Thursday, March 18, 2010

Keeping the Promise



Back in January of last year I recounted the sad tale of the Church of the Good Shepherd in Binghamton, New York. A thriving parish, responsible for numerous good works in that depressed city, it had recently parted company with the Episcopal Church because of the never-ending apostasies and aligned with a diocese in the Anglican Church of Kenya. Good Shepherd had dearly wished to keep its property and had, in fact, offered to pay the Diocese of Central New York full market value for it despite the collapse in the real estate prices that had occurred earlier.

The diocese refused and instead sued the parish (a very popular activity in the Episcopal Church, sort of their evangelism for the 21st century) to force them to vacate. The court ruled in the diocese's favor, ordering the parishioners to surrender the property and everything in it. That they did, taking up quarters in an unused Catholic church nearby where, happily, they continue to thrive, mercifully unshackled from the Episcopal Church.

At the time the diocese promised new parishioners would be found to take the place of those who departed but with membership in the Episcopal Church plummeting, particularly in the the Diocese of Central New York, whose membership is down over thirty-percent since 1998, that seemed a particularly tall order. But surprise, surprise! The Diocese came through and once again a religious organization calls the former Church of the Good Shepherd home, an organization that's growing in leaps and bounds.



Yep, the former home of the Church of the Good Shepherd is now owned by Muslims who, according to Good Shepherd's rector, the Rev'd Matt Kennedy, paid the diocese a bargain one-third the price offered by Good Shepherd's parishioners a year-and-a half ago. Fr. Kennedy also reports while driving by the place the other day, he watched as the new infidel occupants yanked the cross off the steeple; the green door speaks for itself.

These days I don't dwell as much as I used to on the Episcopal Church but every now and then still find myself asking if that organization could possibly become a viler institution than it was when I left it. So far the answer has always been yes.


Throughout the listing below, show every line in which "footer" occurs.
==========
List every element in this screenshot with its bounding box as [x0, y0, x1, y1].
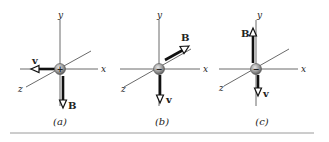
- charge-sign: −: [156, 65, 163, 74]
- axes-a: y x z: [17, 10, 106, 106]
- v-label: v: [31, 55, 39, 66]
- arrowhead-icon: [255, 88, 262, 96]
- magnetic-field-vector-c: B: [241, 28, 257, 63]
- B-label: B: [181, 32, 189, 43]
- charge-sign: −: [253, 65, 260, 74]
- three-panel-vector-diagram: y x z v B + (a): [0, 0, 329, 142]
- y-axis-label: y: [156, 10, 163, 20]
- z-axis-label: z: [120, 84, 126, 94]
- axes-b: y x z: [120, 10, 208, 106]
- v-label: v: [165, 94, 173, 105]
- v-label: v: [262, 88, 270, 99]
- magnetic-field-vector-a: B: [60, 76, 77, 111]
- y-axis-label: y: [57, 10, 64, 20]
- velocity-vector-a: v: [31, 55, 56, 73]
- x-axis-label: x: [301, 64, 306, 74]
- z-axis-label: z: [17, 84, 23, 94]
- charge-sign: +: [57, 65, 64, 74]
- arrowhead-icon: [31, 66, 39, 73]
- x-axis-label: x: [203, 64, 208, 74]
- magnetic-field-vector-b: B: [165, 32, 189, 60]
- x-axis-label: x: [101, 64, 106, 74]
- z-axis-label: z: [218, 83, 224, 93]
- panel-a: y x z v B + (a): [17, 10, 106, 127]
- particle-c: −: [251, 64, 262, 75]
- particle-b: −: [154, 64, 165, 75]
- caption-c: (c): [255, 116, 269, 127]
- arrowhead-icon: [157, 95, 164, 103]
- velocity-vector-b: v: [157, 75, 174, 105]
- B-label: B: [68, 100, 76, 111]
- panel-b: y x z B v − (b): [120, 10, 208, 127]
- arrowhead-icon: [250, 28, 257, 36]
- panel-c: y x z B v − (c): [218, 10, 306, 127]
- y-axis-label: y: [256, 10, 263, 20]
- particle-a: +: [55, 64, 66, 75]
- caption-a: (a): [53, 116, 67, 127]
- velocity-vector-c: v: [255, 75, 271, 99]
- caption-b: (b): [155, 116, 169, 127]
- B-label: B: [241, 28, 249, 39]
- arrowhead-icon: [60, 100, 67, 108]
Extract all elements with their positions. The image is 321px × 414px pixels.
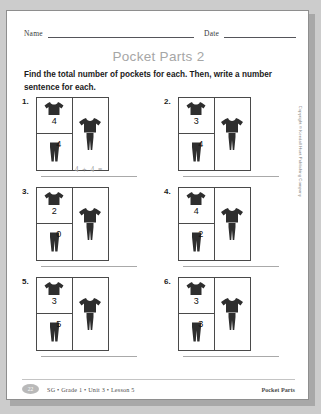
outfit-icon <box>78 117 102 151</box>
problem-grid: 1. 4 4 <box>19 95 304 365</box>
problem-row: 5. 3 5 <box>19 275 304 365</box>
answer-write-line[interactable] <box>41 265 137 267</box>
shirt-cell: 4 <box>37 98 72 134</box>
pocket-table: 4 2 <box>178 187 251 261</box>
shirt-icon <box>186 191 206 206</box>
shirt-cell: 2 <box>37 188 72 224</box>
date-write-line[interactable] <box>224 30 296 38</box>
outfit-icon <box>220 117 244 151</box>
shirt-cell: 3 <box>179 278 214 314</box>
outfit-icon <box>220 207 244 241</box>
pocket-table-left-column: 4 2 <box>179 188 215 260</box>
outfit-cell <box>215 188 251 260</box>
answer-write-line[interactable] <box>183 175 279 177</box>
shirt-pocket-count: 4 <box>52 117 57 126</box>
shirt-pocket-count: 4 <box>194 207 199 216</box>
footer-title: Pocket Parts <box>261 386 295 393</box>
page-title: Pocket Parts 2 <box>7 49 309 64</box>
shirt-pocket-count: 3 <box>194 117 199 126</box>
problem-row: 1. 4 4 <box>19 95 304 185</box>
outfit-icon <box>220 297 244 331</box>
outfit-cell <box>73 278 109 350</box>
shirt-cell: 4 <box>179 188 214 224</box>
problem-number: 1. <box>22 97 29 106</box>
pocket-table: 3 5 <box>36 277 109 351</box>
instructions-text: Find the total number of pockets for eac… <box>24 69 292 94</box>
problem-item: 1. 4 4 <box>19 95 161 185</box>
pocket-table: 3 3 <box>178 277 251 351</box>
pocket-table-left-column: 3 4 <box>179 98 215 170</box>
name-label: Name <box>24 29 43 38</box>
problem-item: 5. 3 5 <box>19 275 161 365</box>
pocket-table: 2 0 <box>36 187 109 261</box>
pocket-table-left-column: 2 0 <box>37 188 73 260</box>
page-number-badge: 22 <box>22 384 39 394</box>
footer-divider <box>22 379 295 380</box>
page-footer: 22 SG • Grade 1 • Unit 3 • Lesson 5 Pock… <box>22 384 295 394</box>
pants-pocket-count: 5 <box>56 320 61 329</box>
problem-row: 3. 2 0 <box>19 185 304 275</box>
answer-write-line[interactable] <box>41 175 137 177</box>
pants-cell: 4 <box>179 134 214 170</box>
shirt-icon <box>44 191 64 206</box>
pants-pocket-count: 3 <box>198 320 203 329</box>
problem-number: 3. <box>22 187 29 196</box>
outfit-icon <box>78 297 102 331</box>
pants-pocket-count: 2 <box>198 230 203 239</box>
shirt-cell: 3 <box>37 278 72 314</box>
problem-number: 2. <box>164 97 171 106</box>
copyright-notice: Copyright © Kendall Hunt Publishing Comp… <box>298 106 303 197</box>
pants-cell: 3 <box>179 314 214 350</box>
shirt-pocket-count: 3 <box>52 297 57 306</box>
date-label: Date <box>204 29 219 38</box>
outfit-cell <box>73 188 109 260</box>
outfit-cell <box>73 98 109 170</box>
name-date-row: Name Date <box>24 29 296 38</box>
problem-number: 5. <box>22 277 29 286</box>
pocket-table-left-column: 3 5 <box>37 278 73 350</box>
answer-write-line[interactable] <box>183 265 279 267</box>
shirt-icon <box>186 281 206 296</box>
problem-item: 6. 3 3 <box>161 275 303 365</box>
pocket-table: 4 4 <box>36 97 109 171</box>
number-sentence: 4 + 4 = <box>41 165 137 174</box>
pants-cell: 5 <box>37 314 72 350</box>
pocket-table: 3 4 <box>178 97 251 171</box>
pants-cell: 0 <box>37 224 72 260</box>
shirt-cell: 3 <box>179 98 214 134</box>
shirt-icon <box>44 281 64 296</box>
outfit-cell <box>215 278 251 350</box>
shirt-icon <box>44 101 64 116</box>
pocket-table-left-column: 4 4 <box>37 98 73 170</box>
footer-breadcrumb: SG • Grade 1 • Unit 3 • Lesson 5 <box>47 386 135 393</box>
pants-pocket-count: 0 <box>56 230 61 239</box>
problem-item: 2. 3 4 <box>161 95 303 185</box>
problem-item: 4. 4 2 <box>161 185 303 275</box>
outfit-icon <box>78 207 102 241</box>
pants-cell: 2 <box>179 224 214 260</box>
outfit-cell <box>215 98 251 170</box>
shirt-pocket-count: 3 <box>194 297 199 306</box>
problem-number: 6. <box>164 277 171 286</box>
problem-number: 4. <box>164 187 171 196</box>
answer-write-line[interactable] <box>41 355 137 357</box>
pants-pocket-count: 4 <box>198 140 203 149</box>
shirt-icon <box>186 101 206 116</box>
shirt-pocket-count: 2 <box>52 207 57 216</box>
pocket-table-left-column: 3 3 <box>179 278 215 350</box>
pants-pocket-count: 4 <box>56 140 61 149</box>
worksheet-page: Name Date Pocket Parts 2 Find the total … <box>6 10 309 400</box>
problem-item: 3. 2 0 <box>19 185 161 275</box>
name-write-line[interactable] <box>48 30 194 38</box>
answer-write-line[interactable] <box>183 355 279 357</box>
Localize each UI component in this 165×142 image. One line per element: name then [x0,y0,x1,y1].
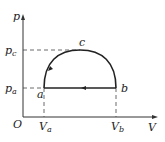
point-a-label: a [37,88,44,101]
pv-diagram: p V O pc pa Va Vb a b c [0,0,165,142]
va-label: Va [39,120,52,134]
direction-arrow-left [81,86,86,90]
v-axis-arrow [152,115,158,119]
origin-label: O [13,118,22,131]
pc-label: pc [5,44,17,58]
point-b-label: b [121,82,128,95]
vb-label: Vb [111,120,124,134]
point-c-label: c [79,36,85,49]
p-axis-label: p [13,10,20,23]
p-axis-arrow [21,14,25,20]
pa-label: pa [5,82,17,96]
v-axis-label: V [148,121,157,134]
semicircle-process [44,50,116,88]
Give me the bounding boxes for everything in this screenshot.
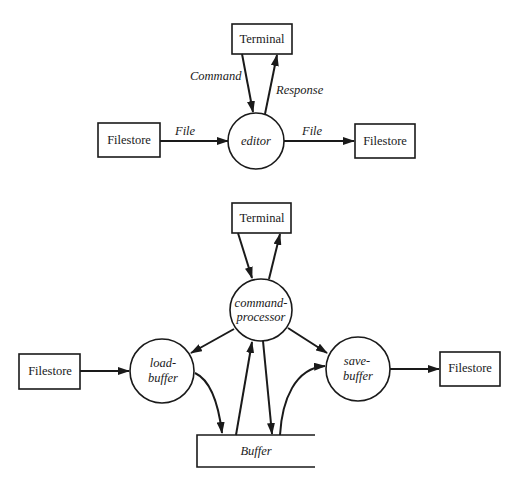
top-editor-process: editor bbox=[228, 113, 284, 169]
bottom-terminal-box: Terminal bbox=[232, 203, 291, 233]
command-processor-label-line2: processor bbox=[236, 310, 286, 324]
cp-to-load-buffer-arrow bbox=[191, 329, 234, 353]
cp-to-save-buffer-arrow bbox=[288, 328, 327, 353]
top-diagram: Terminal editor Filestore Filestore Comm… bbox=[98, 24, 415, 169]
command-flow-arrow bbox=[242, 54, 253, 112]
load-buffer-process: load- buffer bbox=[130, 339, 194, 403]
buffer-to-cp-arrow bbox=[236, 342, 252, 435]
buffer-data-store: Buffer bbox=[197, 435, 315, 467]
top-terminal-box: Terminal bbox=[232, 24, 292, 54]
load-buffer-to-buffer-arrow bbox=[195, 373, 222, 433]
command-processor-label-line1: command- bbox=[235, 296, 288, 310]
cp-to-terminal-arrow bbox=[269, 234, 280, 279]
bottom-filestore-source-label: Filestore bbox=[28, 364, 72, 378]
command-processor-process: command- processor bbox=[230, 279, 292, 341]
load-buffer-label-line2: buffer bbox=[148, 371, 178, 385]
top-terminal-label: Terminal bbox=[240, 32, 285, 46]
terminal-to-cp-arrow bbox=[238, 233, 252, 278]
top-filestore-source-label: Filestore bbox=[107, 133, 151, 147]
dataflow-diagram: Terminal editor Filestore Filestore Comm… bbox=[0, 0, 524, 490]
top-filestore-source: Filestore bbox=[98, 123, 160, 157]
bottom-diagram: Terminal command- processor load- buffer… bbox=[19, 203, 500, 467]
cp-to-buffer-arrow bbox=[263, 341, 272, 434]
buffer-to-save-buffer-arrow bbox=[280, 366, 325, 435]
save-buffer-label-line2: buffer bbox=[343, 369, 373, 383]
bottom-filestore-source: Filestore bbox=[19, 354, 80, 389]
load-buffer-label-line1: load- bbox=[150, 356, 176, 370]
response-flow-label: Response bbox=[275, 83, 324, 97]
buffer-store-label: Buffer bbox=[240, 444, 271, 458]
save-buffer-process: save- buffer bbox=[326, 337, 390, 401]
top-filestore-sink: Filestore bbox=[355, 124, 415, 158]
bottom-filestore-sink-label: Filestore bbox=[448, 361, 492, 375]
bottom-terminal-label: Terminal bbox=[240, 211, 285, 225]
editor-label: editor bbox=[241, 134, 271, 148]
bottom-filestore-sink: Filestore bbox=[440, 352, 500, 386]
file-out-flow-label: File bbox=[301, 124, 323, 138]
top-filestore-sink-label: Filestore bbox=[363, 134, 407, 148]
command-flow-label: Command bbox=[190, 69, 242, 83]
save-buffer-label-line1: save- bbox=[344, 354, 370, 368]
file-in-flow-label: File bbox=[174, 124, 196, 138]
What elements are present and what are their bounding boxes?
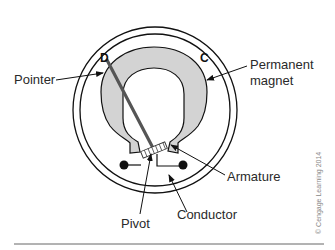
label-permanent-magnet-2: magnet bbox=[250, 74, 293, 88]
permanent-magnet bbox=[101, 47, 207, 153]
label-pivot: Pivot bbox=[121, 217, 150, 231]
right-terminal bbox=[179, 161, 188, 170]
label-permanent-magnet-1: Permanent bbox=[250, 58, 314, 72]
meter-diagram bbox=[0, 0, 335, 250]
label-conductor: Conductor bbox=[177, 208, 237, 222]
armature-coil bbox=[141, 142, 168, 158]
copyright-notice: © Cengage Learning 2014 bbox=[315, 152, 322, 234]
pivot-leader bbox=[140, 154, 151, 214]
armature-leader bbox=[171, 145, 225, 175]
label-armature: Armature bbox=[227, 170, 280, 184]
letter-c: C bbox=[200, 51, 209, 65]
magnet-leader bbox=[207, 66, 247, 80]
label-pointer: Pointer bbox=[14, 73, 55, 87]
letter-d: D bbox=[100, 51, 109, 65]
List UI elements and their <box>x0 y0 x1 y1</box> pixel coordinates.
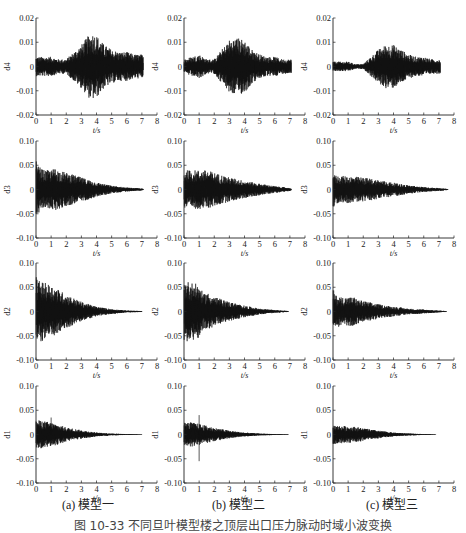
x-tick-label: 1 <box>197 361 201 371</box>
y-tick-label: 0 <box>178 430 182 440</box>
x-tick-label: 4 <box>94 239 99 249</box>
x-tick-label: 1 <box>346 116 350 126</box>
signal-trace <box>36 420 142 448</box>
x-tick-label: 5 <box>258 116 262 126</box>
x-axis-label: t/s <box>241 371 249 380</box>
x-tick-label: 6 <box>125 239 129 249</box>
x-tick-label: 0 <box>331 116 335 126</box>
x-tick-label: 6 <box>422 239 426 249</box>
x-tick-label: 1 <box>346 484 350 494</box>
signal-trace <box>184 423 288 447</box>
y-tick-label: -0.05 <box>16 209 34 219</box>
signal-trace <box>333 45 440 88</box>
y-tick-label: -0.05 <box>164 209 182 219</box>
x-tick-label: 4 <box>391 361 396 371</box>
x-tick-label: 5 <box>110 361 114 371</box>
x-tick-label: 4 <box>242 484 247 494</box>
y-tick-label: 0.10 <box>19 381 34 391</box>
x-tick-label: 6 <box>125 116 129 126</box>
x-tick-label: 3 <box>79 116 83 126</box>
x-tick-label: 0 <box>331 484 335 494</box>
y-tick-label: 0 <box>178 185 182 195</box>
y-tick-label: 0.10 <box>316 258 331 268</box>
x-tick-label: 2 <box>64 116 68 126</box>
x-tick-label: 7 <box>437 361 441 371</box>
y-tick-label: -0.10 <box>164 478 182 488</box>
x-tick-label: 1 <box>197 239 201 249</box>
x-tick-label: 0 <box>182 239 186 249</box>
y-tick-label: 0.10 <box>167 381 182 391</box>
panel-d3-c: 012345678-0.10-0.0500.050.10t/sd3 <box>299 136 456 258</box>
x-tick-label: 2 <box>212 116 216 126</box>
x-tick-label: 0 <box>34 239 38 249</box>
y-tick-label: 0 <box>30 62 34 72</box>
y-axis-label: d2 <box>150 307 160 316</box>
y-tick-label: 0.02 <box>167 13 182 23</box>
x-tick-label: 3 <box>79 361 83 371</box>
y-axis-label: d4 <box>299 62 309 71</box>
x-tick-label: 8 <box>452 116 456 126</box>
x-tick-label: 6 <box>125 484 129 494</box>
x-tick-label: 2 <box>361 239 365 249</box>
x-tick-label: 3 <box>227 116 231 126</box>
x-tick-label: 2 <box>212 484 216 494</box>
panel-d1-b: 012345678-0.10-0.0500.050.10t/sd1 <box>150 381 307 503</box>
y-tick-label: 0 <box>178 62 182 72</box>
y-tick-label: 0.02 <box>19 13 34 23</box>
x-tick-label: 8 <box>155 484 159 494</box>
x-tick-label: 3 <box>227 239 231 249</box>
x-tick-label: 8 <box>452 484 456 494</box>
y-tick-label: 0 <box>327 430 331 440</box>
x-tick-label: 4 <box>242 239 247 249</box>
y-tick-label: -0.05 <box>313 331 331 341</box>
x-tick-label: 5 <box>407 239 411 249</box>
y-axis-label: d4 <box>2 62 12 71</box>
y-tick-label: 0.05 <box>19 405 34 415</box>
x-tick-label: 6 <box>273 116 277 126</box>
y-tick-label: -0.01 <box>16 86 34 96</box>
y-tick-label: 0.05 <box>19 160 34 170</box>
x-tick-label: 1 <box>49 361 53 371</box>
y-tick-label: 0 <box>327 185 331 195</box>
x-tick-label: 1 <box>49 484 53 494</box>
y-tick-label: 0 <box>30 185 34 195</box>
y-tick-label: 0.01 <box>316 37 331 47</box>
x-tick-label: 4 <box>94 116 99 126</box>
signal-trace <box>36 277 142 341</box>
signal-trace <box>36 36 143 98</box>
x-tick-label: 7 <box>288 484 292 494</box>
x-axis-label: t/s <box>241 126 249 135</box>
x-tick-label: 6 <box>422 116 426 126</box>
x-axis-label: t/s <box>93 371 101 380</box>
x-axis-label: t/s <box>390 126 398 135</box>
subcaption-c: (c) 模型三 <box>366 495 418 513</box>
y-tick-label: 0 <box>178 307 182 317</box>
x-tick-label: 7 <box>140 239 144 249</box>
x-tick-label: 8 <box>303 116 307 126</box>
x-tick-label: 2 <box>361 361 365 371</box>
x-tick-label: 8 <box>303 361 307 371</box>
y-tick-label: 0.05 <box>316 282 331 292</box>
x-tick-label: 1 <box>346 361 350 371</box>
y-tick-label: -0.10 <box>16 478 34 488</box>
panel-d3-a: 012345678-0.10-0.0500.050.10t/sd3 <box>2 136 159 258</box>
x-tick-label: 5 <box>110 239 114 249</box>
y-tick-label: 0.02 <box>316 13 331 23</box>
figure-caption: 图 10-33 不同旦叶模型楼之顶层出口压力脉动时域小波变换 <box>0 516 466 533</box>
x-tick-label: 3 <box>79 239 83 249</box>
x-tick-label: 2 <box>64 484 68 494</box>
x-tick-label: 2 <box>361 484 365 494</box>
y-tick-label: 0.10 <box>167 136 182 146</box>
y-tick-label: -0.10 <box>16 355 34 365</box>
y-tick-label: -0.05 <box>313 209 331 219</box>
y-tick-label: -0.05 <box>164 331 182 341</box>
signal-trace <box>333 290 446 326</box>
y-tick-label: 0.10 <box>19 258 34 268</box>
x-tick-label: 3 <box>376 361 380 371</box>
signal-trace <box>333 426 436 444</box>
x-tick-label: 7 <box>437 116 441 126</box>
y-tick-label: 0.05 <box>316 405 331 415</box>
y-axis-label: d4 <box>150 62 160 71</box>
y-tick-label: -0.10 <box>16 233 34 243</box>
==========
*ANSWER AREA*:
footer-title: Pocket Parts <box>261 386 295 393</box>
footer-divider <box>22 379 295 380</box>
page-footer: 22 SG • Grade 1 • Unit 3 • Lesson 5 Pock… <box>22 384 295 394</box>
footer-breadcrumb: SG • Grade 1 • Unit 3 • Lesson 5 <box>47 386 135 393</box>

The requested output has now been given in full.